What’s different about this revolution is that it draws its inspiration from biological structures that have evolved over millions of years for their efficiency and effectiveness. Sejnowski thinks that the field has within its reach an understanding of the “basic brain mechanisms and ultimately the algorithms used by nature to help animals survive, and we can put them into autonomous vehicles. We’re doing that with driverless cars. We can put them into robots. So this is really where things are headed. I think that this is a golden age of AI that is about to become real.”

In his new book “The Revolution of Deep Learning,” Sejnowski explains advances in computing power have scaled up AI’s capacity by a factor of thousands. This has allowed deep learning techniques to surpass rule-based AIs. “The reason why we call it a revolution is that what we’ve shown is that once you train up a deep learning network, the network state actually is a representation of the concept,” Sejnowski says. In other words, it’s not just a label — it’s a model of how the brain itself looks.

This is already being put to use in consumer products like Google Translate, where instead of spending processing power translating between all possible pairs of languages, you can translate all languages into an internal, universal language called Interlingua generated by the network. “This goes way beyond anything any linguist could possibly have imagined,” Sejnowski says, and demonstrates a key concept he is at pains to point out. While some might find the concept of a deep learning neural network accessing some fact about language that had previously eluded even theorization by human linguists to be unsettling, Sejnowski argues it represents an enhancement of our own powers of creativity.

Taking the recent victory of a deep learning neural network over a human Go prodigy as an example, he says that “the good news is that these new moves that AlphaGo created, I think, in a very creative way are now being examined by humans, and humans now are raising the level of their game. And so what’s going to happen is that this is a way it’s going to be a reciprocal relationship of AI and humans. It’s going to be a symbiosis, and that’s really what’s going to happen. It’s not going to replace humans. It’s going to make us smarter.”

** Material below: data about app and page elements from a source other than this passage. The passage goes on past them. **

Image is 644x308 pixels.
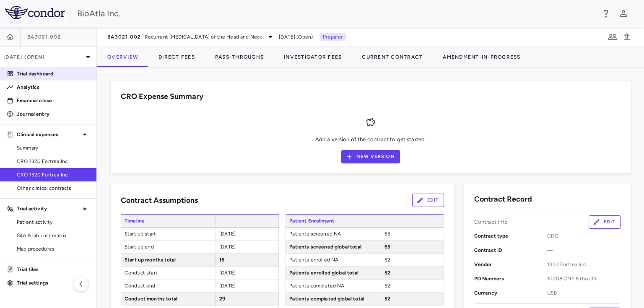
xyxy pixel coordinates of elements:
span: Patients screened NA [286,228,380,240]
span: CRO 1320 Fortrea Inc. [17,171,90,179]
span: 52 [385,296,390,302]
p: Contract ID [474,246,548,254]
button: New Version [341,150,400,164]
span: 16 [220,257,225,263]
p: Journal entry [17,110,90,118]
span: Start up start [121,228,216,240]
button: Investigator Fees [274,47,352,67]
h6: CRO Expense Summary [121,91,203,102]
button: Current Contract [352,47,433,67]
span: BA3021.002 [27,34,61,40]
span: 65 [385,244,390,250]
p: Financial close [17,97,90,104]
span: [DATE] (Open) [279,33,313,41]
span: — [547,246,620,254]
span: Patient activity [17,218,90,226]
span: CRO 1320 Fortrea Inc. [17,158,90,165]
p: Currency [474,290,548,297]
h6: Contract Record [474,194,532,205]
button: Edit [589,216,620,229]
h6: Contract Assumptions [121,195,198,206]
span: Timeline [121,214,216,227]
button: Pass-Throughs [205,47,274,67]
span: 29 [220,296,225,302]
img: logo-full-SnFGN8VE.png [5,6,65,19]
p: Trial activity [17,205,80,213]
span: CRO [547,232,620,240]
span: 52 [385,283,390,289]
span: Map procedures [17,245,90,253]
span: 65 [385,231,390,237]
span: 10208 CNF 8 thru 15 [547,275,620,283]
button: Edit [412,194,444,207]
p: Trial settings [17,279,90,287]
button: Overview [97,47,148,67]
span: 52 [385,257,390,263]
span: Start up end [121,241,216,253]
p: Analytics [17,83,90,91]
p: [DATE] (Open) [3,53,83,61]
span: Summary [17,144,90,152]
button: Direct Fees [148,47,205,67]
span: 1320 Fortrea Inc. [547,261,620,268]
span: Patients completed global total [286,293,380,305]
span: [DATE] [220,270,236,276]
span: Patient Enrollment [286,214,380,227]
span: Recurrent [MEDICAL_DATA] of the Head and Neck [144,33,263,41]
span: Site & lab cost matrix [17,232,90,240]
p: Preparer [320,33,346,41]
span: 52 [385,270,390,276]
p: Add a version of the contract to get started. [315,136,426,143]
span: Patients enrolled NA [286,254,380,266]
div: BioAtla Inc. [77,7,595,20]
span: [DATE] [220,231,236,237]
span: Conduct end [121,279,216,292]
span: Patients completed NA [286,279,380,292]
span: Conduct start [121,267,216,279]
p: PO Numbers [474,275,548,283]
p: Contract Info [474,218,508,226]
span: [DATE] [220,283,236,289]
p: Trial dashboard [17,70,90,78]
p: Vendor [474,261,548,268]
span: Patients enrolled global total [286,267,380,279]
span: Conduct months total [121,293,216,305]
span: Start up months total [121,254,216,266]
p: Clinical expenses [17,131,80,138]
span: USD [547,290,620,297]
span: [DATE] [220,244,236,250]
span: Other clinical contracts [17,184,90,192]
p: Trial files [17,266,90,273]
span: BA3021.002 [108,34,141,40]
button: Amendment-In-Progress [433,47,530,67]
span: Patients screened global total [286,241,380,253]
p: Contract type [474,232,548,240]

Such an epochal shift is not going to take place without a social transformation, too. Without making any predictions, Sejnowski points to the industrial revolution’s reorganization of society, drawing surplus agricultural workers to the cities and transforming them into factory workers, as a potential model. But he’s more excited about the convergence between natural processing systems like the brain, and more and more sophisticated deep learning neural networks. “As we learn more about the brain and how nature solved those problems, we can translate that into much better hardware, much more efficient hardware,” he says. “And I see that as already happening.”

For more with Dr. Sejnowski, listen here:

https://soundcloud.com/user-648279757/the-ai-revolution-isnt-coming-says-terry-sejnowski-its-already-here

Michelle Kung

Michelle Kung

Michelle Kung currently works in startup content at AWS and was previously the head of content at Index Ventures. Prior to joining the corporate world, Michelle was a reporter and editor at The Wall Street Journal, the founding Business Editor at the Huffington Post, a correspondent for The Boston Globe, a columnist for Publisher’s Weekly and a writer at Entertainment Weekly.